> EXERCISE DESCRIPTION: Write down the lines exactly as they appear, from the one that contains "pyautogui.click(x=<x>, y=<y>)" through the final line of the records, so that both ends are kept and no pictures come along.

Saved data entries
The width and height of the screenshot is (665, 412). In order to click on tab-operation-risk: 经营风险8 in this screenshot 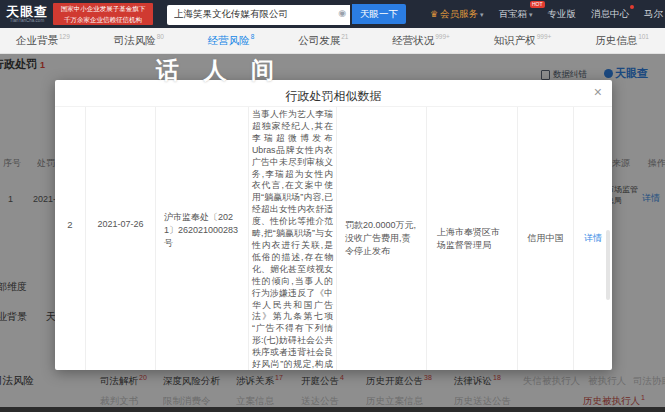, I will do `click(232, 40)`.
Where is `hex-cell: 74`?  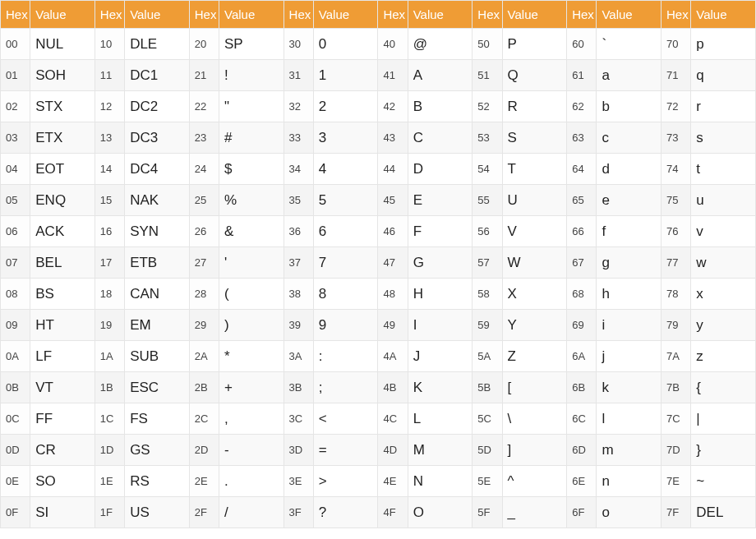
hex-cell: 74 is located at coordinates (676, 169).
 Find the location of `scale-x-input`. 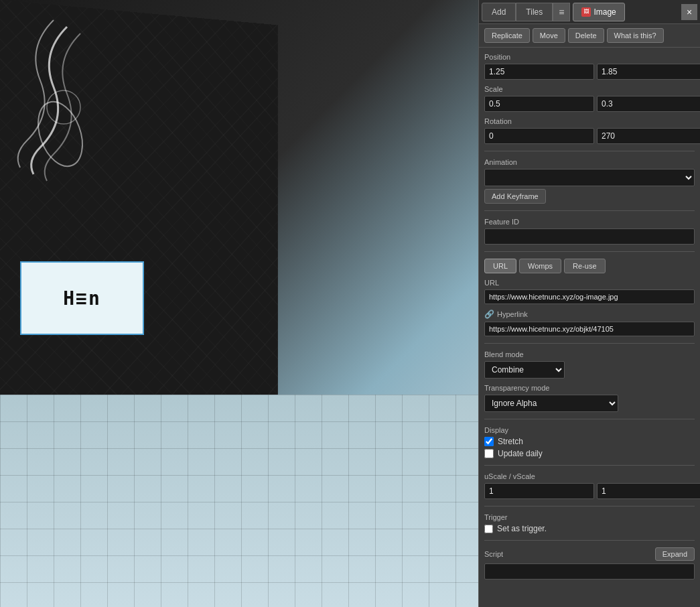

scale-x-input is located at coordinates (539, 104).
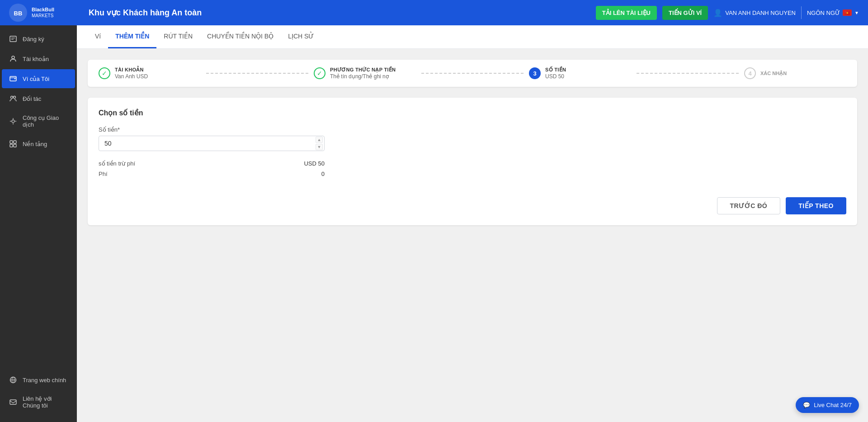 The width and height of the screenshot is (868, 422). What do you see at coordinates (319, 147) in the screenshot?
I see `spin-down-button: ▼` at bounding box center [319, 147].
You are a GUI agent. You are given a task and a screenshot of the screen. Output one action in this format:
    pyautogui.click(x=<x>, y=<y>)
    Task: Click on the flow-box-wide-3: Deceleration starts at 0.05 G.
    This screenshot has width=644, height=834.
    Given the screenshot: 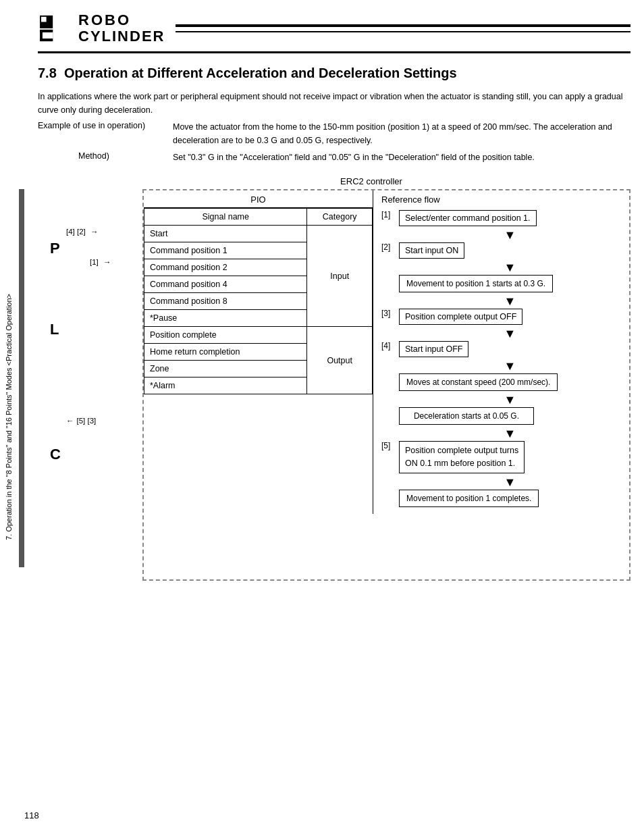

> OUTPUT FOR THIS TASK:
    pyautogui.click(x=<x>, y=<y>)
    Task: Click on the flow-box-wide-3: Deceleration starts at 0.05 G.
    This screenshot has width=644, height=834.
    Given the screenshot: 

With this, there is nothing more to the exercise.